Office buildings and cranes dot the Seattle skyline. (GeekWire Photo / Nat Levy)

As Microsoft leans into its focus this year on cloud services for the internet of things, it’s introducing new platform services that will let companies setting up or operating smart buildings figure out where your perfectly adjusted desk chair that someone “borrowed” wound up.

The new “spatial intelligence” platform-as-a-service technology is being launched in private preview mode at the Realcomm IBcom conference in Las Vegas later on Tuesday. As the technology matures, Microsoft Azure users will be able to use it within the workplace to understand how people and devices move in and out of various spaces around the office, which could make capacity and resource planning easier, said Bert Van Hoof, partner and group product manager for Azure IoT.

Microsoft provided a glimpse of some of these spatial-orientation concepts during Build 2018, during which it demonstrated a futuristic office that understood when certain people entered a conference room and automatically added them to an ongoing meeting.

The yet-to-be-named Azure IoT spatial intelligence services build on similar ideas and are designed for commercial real-estate brokers and building operators that want to offer their tenants smart-building services. They will allow those operators to help their own customers track movable objects “down to understanding where a specific desk or chair is located” with sensors as well as set role-based access controls needed for security, Van Hoof said.

As the industrial internet of things becomes more and more prevalent, it’s not enough to just pack sensors and computing power into everything; you’ll need something to manage the associations between those objects, their owners, and their locations in order to extract relevant data, Van Hoof said.

“A specific focus with this is, how do you model the relationships between people, places, and devices?” Van Hoof said. Once you’ve established those relationships, it’s much easier to use software to look for better or more efficient ways to set up a building, he said.

Microsoft Azure partner Steelcase built a “heat map” of an office floor using new Azure IoT spatial intelligence technology. (Microsoft Image)

Microsoft is working with several partners during the private preview phase of these new services, including Steelcase, which specializes in furniture and workplace design, and CBRE Group, the massive commercial real estate company. Both of those partners designed mobile apps for their customers that help workers set up meetings and plan gatherings by inventorying available spaces.

As cloud vendors continue to look for ways to differentiate themselves, it seems Microsoft has decided to make a stand around the internet of things, judging by Build last month and the constant talk of the “intelligent edge” from Microsoft representatives over the last year or so. Industrial and commercial uses of the technology seem way ahead of the fabled smart home, which bodes well for cloud service providers.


> WHAT IS REQUIRED: Each record below must be reproduced exactly as it reads, with its images omitted.
++++ INFORMATION GIVEN ++++
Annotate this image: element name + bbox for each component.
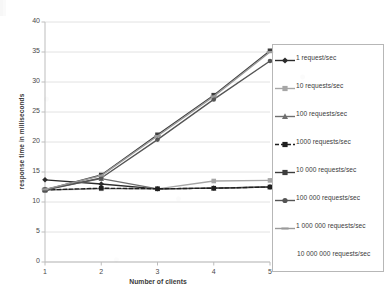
legend-marker-icon [275,192,295,203]
legend-marker-icon [275,220,295,231]
x-tick-label: 4 [206,268,222,275]
legend-item[interactable]: 1000 requests/sec [275,134,351,148]
legend-item[interactable]: 10 000 requests/sec [275,162,356,176]
legend-item-label: 1 request/sec [295,54,336,61]
legend-item[interactable]: 10 000 000 requests/sec [275,246,370,260]
x-tick-label: 2 [93,268,109,275]
legend-marker-icon [275,80,295,91]
series-line [43,49,273,193]
y-tick-label: 30 [20,77,40,84]
legend-item-label: 100 000 requests/sec [295,194,360,201]
y-tick-label: 20 [20,137,40,144]
legend-item[interactable]: 1 request/sec [275,50,336,64]
series-line [42,51,274,190]
data-series-layer [42,49,274,193]
legend-item[interactable]: 1 000 000 requests/sec [275,218,366,232]
legend-item-label: 10 requests/sec [295,82,343,89]
legend-marker-icon [275,108,295,119]
x-tick-label: 1 [37,268,53,275]
legend-item[interactable]: 10 requests/sec [275,78,343,92]
legend-item-label: 10 000 requests/sec [295,166,356,173]
y-tick-marks [42,22,46,262]
legend-marker-icon [275,136,295,147]
x-tick-label: 3 [150,268,166,275]
legend-item-label: 1 000 000 requests/sec [295,222,366,229]
chart-legend: 1 request/sec10 requests/sec100 requests… [272,44,384,272]
y-tick-label: 35 [20,47,40,54]
legend-item-label: 10 000 000 requests/sec [275,250,370,257]
y-tick-label: 40 [20,17,40,24]
legend-item-label: 1000 requests/sec [295,138,351,145]
legend-item[interactable]: 100 requests/sec [275,106,347,120]
legend-marker-icon [275,52,295,63]
x-tick-marks [45,262,270,266]
legend-marker-icon [275,164,295,175]
y-tick-label: 15 [20,167,40,174]
line-chart: response time in milliseconds Number of … [0,0,388,293]
y-tick-label: 0 [20,257,40,264]
legend-item[interactable]: 100 000 requests/sec [275,190,360,204]
y-tick-label: 25 [20,107,40,114]
y-tick-label: 10 [20,197,40,204]
x-axis-title: Number of clients [45,278,271,285]
legend-item-label: 100 requests/sec [295,110,347,117]
gridlines [45,22,270,262]
y-tick-label: 5 [20,227,40,234]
++++
> REPLY TO THE TASK:
Annotate this image: element name + bbox for each component.
legend-marker-icon [275,192,295,203]
legend-marker-icon [275,220,295,231]
x-tick-label: 4 [206,268,222,275]
legend-item[interactable]: 1000 requests/sec [275,134,351,148]
legend-item[interactable]: 10 000 requests/sec [275,162,356,176]
legend-item-label: 1 request/sec [295,54,336,61]
legend-item[interactable]: 10 000 000 requests/sec [275,246,370,260]
x-tick-label: 2 [93,268,109,275]
legend-marker-icon [275,80,295,91]
series-line [43,49,273,193]
y-tick-label: 30 [20,77,40,84]
legend-item-label: 100 000 requests/sec [295,194,360,201]
y-tick-label: 20 [20,137,40,144]
legend-item[interactable]: 1 request/sec [275,50,336,64]
series-line [42,51,274,190]
data-series-layer [42,49,274,193]
legend-item[interactable]: 1 000 000 requests/sec [275,218,366,232]
legend-item-label: 10 requests/sec [295,82,343,89]
legend-marker-icon [275,108,295,119]
x-tick-label: 1 [37,268,53,275]
legend-item[interactable]: 10 requests/sec [275,78,343,92]
legend-item-label: 10 000 requests/sec [295,166,356,173]
y-tick-marks [42,22,46,262]
legend-marker-icon [275,136,295,147]
x-tick-label: 3 [150,268,166,275]
legend-item-label: 1 000 000 requests/sec [295,222,366,229]
chart-legend: 1 request/sec10 requests/sec100 requests… [272,44,384,272]
y-tick-label: 35 [20,47,40,54]
legend-item-label: 10 000 000 requests/sec [275,250,370,257]
y-tick-label: 40 [20,17,40,24]
legend-item-label: 1000 requests/sec [295,138,351,145]
legend-item[interactable]: 100 requests/sec [275,106,347,120]
legend-marker-icon [275,52,295,63]
x-tick-marks [45,262,270,266]
legend-marker-icon [275,164,295,175]
y-tick-label: 15 [20,167,40,174]
line-chart: response time in milliseconds Number of … [0,0,388,293]
y-tick-label: 0 [20,257,40,264]
legend-item[interactable]: 100 000 requests/sec [275,190,360,204]
y-tick-label: 25 [20,107,40,114]
y-tick-label: 10 [20,197,40,204]
x-axis-title: Number of clients [45,278,271,285]
legend-item-label: 100 requests/sec [295,110,347,117]
gridlines [45,22,270,262]
y-tick-label: 5 [20,227,40,234]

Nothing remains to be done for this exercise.